Epic Systems was the only electronic health record vendor to increase its market share in 2023, according to a new report.
The Verona, Wisconsin-based company added beds and customers, increasing its total market share to 39% of acute care hospitals and 52% of acute care beds, according to a new report from market research firm KLAS. In 2022, Epic had 36% of acute care hospitals and 48% of acute care beds.
Related: How Epic took over the hospital EHR market
Epic grew its roster by 45 organizations and 153 hospitals last year. The gains came at the expense of other vendors in the space.
EHR vendor Oracle Health, which recently announced it would move its global headquarters to Nashville, Tennessee, as part of its increasing healthcare focus, lost 71 hospitals and 24 organizations. As a result, the company lost than 15,000 acute care multispecialty beds. Oracle's total market market share dipped to 24% of acute care beds and 23% of acute care hospitals, according to the report.
The company acquired Cerner in June 2022 for $28.4 billion. Since then, the combined Oracle/Cerner has faced a delay with its massive EHR project for the Veterans Affairs Department, renegotiated its contract at the VA's request from a five-year deal to five one-year deals, and laid off employees last June.
An Oracle spokesperson did not immediately respond to a request for comment on the report.
Oracle CEO Safra Catz called its Cerner business a “significant headwind” during a recent earnings call and said the company was working to bring the unit's profitability up to Oracle standards.
Meditech, a Canton, Massachusetts-based EHR vendor, lost 12 hospitals and 23 organizations, amounting to a loss of nearly 5,000 acute care multispecialty beds. According to the report, the company held 16% of acute care hospitals and 13% of beds.
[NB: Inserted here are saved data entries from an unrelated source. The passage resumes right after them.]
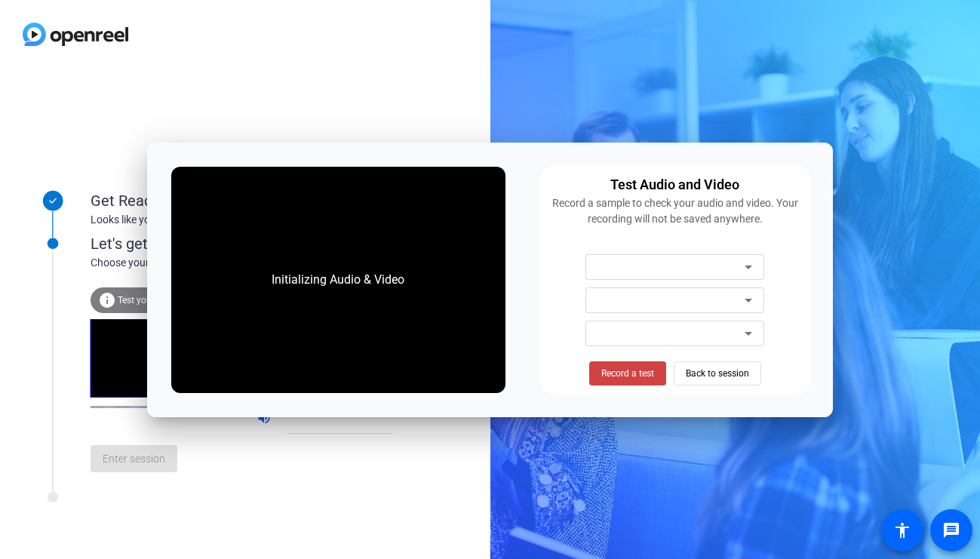 Image resolution: width=980 pixels, height=559 pixels. What do you see at coordinates (107, 300) in the screenshot?
I see `mat-icon: info` at bounding box center [107, 300].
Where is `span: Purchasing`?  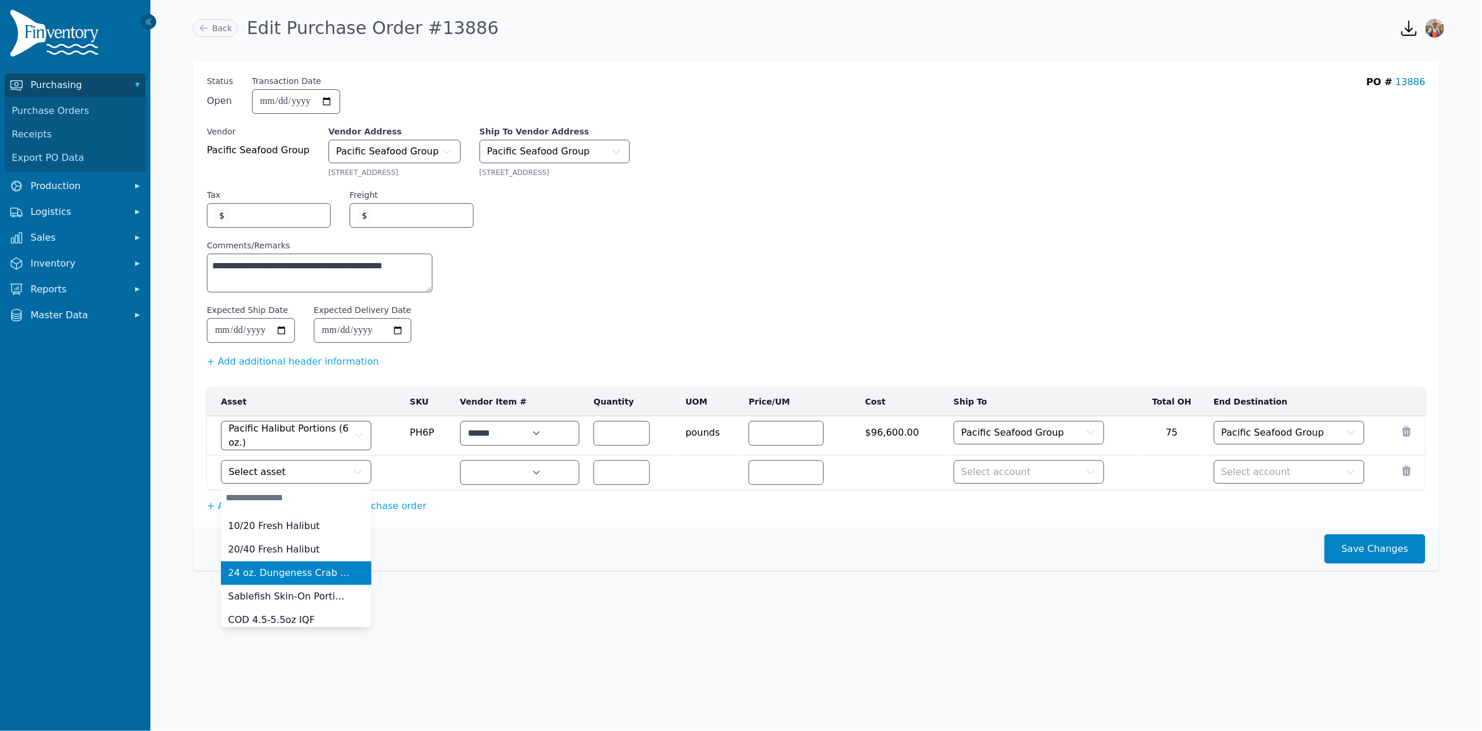
span: Purchasing is located at coordinates (78, 85).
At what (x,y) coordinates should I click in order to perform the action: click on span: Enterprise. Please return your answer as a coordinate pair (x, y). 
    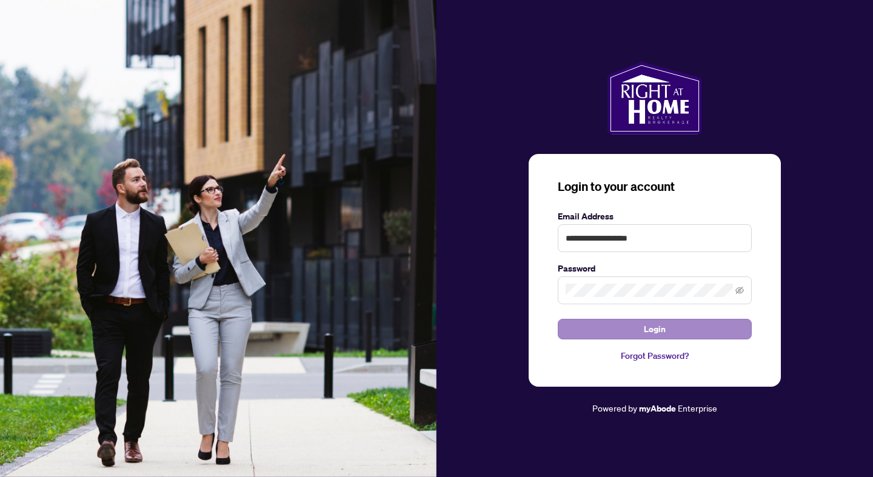
    Looking at the image, I should click on (697, 408).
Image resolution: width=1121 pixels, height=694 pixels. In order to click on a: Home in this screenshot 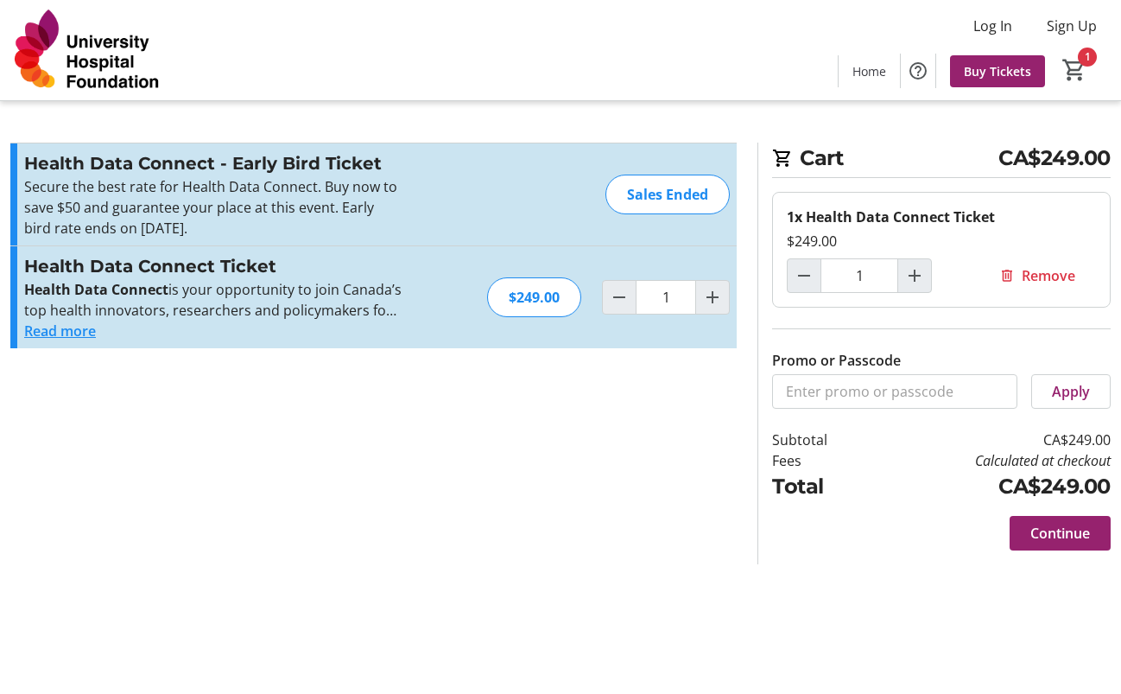, I will do `click(869, 71)`.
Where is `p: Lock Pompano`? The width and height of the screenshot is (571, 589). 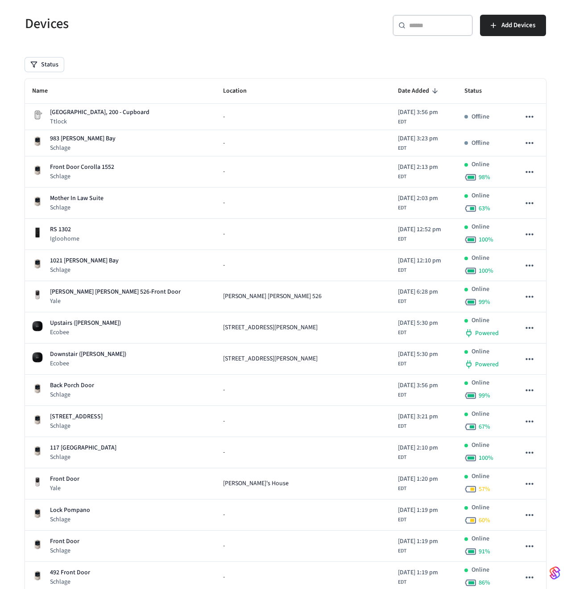 p: Lock Pompano is located at coordinates (70, 510).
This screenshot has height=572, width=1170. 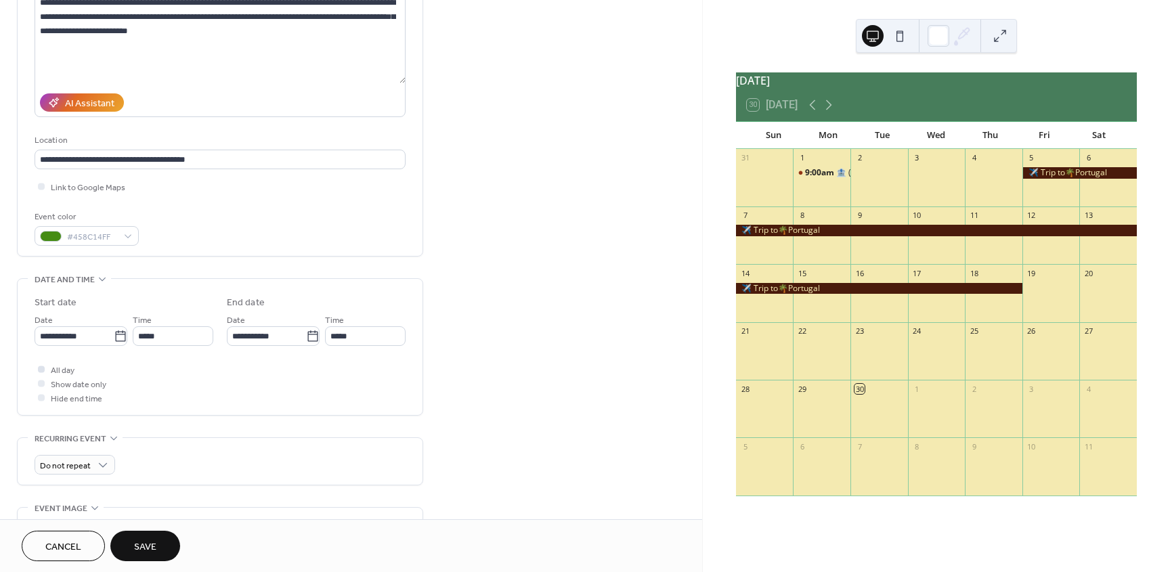 What do you see at coordinates (821, 173) in the screenshot?
I see `span: 9:00am` at bounding box center [821, 173].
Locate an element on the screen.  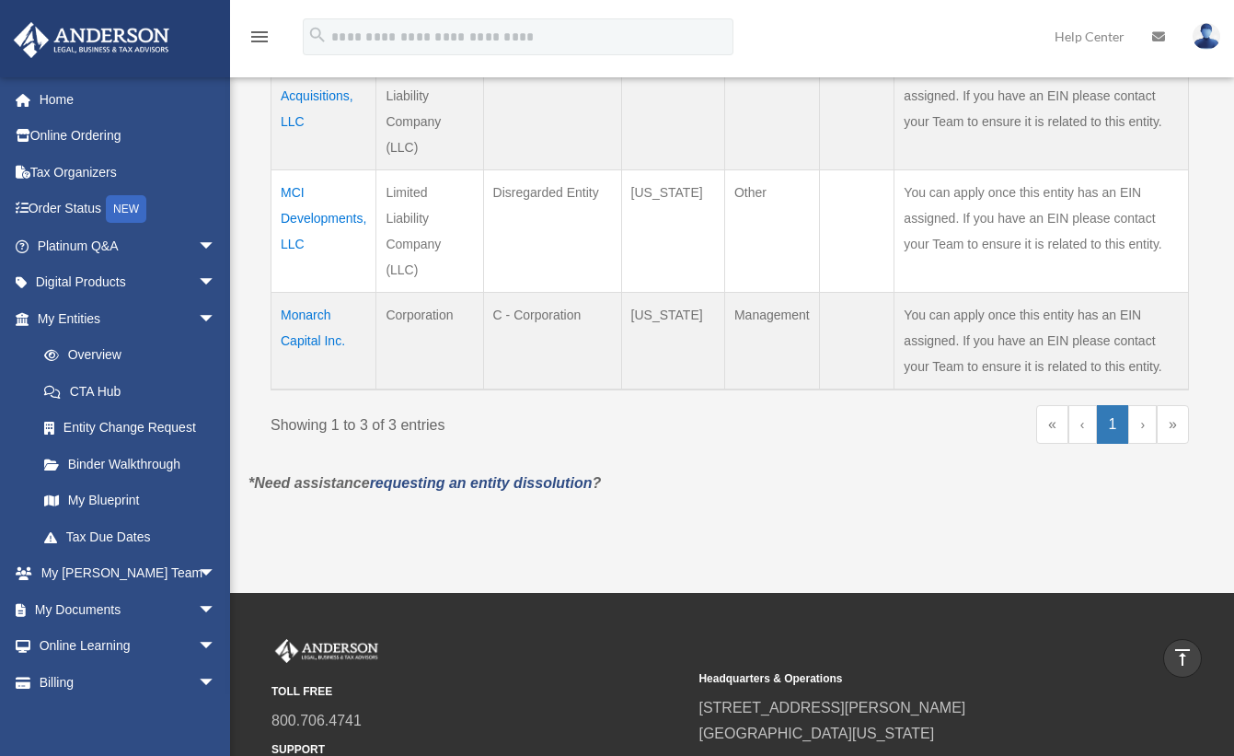
a: 1 is located at coordinates (1113, 424).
Meditech Chief Operating Officer Helen Waters recently spoke to Modern Healthcare about how the company views artificial intelligence, interoperability and competition with other EHR vendors.
"No vendor has solved the problems of the universe," Waters said. "The conjecture that one has done that, and does it substantively better than another, I think is somewhat of a folklore narrative that’s been fed by many aspects of the industry."